You Aught To Remember: Torture Porn

Number 63 on Matt Sigl's countdown:

The modest bloodbaths of past slasher films proved too tame for the insatiable bloodlust of 21st Century audiences; we now had an appetite for scenes of distended violence, maximum bloodletting on the side please. The visceral thrills of viscera proved too tantalizing to refrain from indulging. Do, Do, Do...the Strappado! Torture porn is a game of chicken between director and audience. [...]

Popular offenders include: Eli Roth's Hostel and Hostel II, Wolf Creek (it's torture mate!), remakes of the The Texas Chainsaw Massacre and its new prequel Texas Chainsaw Massacre: The Beginning, Captivity and Touristas (a film in which the violence had become so explicit and banal that it felt more like viewing surgery footage than a fictional horror film). Other filmmakers would not want their work to be classified alongside these cheap exploitative pics but Lars Von Trier's recent provocation Anti-Christ and, especially, Mel Gibson's two hour gladiatorial exercise in sadism masquerading as religious devotional, The Passion Of The Christ, are as much part of the genre as is any of Eli Roth's less highbrow entries. The film series that defined what torture porn was all about was, of course, the Saw films.

The Atlantic's James Parker touched upon the genre in his April essay, "Don't Fear the Reaper":

Saw and Hostel succeeded, above all, because they are serious slasher flicks. The extremity of their goriness reclaimed the splatter death from mainstream movies (where it’s become unremarkable to see a man fed screaming to a propeller, or run through with a drill bit). And the immersive nastiness of their aestheticdecayed bathrooms, foul workshops, seeping industrial spaces, blades blotched with rustdistilled the slasher-flick elixir: atmosphere. No franchise thrives without it. The Texas Chain Saw Massacre had it: a choking, sunstruck intimacy, with madness pulsing in the eyeballs. Halloween was suburban-autumnal, a minor rhapsody of long shots and breezy streets and scuttling leaves, the whole effect tingling like wind chimes inside the empty psychosis of the slasher Michael Myers. Friday the 13th was strictly B-movie in its technique, but it succeeded in perforating an American idyll: summer camp was never the same after those nice guitar-strumming sing-along kids got slashed in their lakeside cabins.

Sigli again:

Sadly, as the images from Abu Grahib reminded us, real torture is anything but entertaining. Torture is the ultimate debasement of a person, reducing them and their consciousness to only the most animalistic of impulses. Perhaps torture porn is proof that mass media does respond quickly and effectively to our collective social anxieties. Whether these films adequately and morally confront the real psychological impact that Abu Grahib had on America, I'll leave to the experts. I just hope that torture, whether in our movies or in our politics, does not continue its stranglehold on the American psyche.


> [Activity]: How many lines in the records below contain "webp"? Reply with the number alone.

---*---

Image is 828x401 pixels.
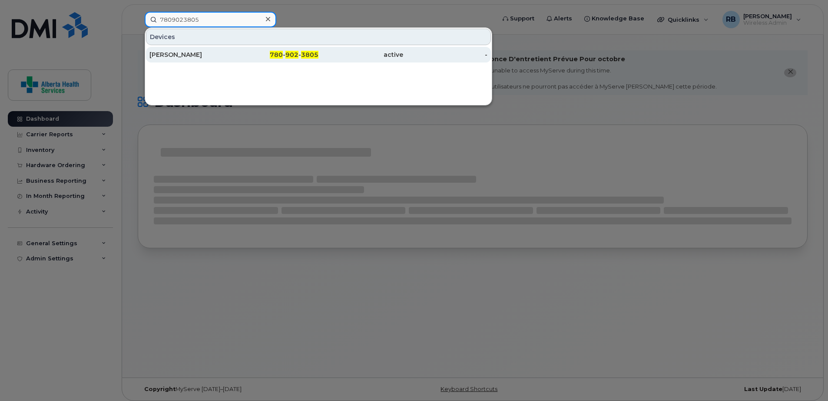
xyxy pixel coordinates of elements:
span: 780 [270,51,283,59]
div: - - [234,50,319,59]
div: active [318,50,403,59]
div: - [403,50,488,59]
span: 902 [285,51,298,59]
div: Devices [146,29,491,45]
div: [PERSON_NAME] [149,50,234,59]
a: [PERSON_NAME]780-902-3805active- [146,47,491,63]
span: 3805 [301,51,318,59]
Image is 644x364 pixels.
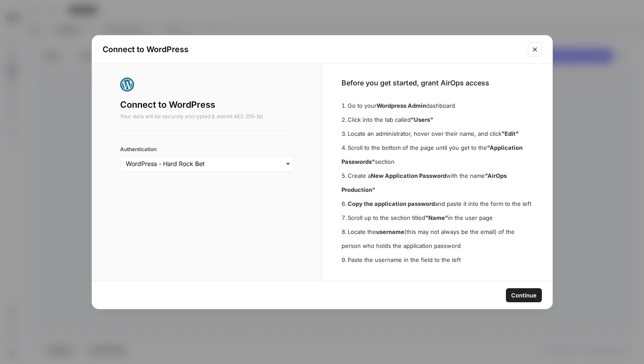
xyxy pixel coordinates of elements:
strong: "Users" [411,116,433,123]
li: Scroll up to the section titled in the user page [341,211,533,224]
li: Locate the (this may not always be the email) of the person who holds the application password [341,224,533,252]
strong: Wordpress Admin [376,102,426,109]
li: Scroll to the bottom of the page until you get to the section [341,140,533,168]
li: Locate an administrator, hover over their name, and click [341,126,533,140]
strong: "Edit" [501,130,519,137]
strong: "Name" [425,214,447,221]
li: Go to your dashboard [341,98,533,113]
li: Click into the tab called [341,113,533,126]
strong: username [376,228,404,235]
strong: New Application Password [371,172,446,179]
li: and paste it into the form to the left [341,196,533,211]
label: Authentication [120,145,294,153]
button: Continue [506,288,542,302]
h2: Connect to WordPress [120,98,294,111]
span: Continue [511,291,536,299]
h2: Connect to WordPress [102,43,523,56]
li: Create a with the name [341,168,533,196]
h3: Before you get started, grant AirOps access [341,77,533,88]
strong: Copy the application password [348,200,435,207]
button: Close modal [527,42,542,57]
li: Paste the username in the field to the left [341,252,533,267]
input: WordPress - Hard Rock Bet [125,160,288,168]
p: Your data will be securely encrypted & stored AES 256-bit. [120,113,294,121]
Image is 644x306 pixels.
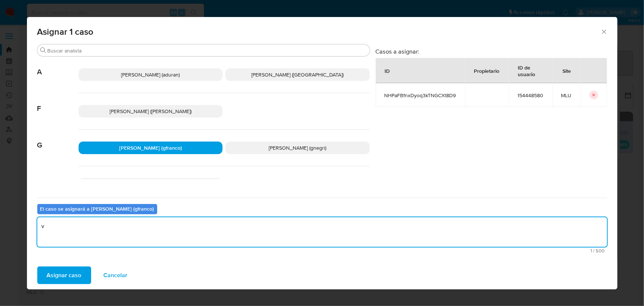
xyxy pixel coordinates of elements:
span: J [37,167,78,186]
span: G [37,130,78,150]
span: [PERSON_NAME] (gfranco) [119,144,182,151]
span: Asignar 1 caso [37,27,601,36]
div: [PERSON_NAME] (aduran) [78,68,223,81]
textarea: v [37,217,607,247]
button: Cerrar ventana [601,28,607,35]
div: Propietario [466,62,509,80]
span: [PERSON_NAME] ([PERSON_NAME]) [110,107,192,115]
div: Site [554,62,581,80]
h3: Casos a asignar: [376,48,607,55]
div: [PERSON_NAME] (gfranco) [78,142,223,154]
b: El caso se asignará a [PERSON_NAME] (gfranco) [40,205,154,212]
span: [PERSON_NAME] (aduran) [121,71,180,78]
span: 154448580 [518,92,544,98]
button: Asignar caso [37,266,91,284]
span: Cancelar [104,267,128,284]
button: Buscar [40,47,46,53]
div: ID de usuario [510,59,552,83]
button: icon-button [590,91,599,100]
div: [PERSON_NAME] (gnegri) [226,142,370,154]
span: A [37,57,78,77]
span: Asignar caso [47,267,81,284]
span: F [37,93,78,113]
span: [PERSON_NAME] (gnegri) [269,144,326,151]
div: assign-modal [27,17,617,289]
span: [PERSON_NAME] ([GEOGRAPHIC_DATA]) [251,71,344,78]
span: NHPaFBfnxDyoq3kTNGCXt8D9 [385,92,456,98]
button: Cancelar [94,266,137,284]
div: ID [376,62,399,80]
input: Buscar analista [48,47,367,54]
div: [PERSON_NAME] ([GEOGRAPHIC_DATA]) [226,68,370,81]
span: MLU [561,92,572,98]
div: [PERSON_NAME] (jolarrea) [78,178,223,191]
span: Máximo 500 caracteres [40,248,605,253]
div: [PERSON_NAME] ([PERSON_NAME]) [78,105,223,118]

---*---

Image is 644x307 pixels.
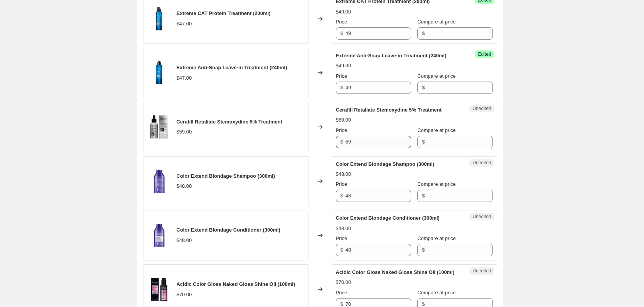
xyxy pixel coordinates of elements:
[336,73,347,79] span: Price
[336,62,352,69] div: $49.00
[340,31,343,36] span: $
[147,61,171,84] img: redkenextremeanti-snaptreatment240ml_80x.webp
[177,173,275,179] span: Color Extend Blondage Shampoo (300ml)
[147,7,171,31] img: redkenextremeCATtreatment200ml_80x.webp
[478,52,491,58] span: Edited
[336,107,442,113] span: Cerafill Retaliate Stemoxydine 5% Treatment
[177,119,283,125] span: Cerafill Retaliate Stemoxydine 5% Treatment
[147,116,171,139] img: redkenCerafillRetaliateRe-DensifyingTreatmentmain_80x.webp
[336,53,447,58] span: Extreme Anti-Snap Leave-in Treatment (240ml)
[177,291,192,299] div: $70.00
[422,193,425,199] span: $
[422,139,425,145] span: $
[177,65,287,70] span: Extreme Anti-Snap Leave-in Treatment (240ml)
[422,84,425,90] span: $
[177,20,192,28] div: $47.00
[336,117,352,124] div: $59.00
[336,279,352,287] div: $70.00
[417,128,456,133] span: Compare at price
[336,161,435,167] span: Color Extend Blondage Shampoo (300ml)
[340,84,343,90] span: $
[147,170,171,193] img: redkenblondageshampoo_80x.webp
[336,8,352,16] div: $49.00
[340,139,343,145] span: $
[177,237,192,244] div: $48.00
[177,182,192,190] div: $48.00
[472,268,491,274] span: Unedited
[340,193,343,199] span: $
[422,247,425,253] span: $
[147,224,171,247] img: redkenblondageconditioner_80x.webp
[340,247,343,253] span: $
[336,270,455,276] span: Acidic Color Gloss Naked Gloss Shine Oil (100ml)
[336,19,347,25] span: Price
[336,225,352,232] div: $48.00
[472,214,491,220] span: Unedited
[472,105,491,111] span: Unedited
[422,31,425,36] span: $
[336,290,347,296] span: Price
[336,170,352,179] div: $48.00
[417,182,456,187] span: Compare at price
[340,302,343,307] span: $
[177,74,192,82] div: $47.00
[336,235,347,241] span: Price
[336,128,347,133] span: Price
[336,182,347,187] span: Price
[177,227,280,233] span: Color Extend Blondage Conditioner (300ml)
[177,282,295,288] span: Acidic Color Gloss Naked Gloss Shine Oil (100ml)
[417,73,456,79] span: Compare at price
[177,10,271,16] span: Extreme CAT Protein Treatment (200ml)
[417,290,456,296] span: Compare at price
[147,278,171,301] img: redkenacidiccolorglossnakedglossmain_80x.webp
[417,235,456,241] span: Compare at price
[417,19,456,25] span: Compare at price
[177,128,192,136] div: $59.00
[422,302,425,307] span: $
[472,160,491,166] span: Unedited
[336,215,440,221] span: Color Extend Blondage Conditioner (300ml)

---*---

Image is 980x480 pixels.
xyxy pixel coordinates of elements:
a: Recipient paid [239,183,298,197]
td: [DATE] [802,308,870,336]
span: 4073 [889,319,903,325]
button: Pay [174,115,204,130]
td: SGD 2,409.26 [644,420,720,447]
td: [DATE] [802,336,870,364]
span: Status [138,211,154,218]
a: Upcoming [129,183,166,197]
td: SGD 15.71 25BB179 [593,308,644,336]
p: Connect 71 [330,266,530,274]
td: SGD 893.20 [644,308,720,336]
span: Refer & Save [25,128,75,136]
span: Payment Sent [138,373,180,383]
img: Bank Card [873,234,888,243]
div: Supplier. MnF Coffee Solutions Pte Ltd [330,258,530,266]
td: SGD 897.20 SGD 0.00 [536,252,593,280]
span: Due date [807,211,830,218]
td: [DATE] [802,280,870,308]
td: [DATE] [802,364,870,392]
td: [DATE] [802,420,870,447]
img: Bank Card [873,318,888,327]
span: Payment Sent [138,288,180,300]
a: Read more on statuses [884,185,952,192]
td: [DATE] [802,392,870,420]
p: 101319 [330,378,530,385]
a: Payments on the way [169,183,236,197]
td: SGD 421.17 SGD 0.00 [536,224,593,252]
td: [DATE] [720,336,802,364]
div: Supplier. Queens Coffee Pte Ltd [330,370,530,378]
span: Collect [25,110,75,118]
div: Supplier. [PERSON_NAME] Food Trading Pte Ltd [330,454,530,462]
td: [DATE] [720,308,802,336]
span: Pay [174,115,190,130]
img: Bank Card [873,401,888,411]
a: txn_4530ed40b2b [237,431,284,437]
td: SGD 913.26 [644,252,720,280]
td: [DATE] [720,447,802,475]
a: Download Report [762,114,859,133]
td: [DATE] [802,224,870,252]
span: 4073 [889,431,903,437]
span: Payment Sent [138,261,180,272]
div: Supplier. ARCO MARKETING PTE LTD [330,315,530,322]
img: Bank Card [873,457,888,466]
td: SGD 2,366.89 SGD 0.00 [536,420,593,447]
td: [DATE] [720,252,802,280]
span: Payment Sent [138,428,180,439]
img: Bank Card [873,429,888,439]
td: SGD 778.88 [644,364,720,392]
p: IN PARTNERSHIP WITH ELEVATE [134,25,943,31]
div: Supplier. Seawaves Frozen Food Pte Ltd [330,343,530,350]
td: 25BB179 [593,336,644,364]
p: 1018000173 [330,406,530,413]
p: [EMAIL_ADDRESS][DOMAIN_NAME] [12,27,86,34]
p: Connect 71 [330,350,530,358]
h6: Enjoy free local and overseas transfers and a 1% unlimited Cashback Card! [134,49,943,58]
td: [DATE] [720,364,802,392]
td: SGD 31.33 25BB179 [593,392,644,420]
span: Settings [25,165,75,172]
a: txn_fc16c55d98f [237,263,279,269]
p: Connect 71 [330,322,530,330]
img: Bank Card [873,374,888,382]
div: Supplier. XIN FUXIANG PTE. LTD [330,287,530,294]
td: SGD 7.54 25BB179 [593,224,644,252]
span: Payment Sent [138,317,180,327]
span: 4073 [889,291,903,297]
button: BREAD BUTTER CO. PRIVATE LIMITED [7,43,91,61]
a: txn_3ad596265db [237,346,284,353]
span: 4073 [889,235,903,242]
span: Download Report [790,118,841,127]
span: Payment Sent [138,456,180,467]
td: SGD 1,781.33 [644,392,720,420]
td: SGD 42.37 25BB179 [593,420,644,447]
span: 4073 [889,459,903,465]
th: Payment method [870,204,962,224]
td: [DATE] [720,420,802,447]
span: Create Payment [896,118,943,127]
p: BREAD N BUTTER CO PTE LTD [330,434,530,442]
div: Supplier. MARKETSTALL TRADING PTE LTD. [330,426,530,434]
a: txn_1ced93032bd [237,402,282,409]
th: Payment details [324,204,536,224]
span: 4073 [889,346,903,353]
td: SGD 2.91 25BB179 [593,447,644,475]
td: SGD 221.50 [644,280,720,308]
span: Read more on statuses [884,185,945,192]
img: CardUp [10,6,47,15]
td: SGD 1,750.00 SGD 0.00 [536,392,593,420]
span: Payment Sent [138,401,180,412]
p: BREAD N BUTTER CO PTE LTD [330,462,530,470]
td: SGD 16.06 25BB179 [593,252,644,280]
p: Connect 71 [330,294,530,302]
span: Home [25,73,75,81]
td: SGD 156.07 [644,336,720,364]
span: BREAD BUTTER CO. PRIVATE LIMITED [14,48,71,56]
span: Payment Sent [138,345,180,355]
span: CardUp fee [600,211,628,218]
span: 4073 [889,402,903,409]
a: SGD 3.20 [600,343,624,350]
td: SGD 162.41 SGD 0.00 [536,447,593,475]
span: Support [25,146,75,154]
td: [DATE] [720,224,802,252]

---*---

> [Written answer]: 6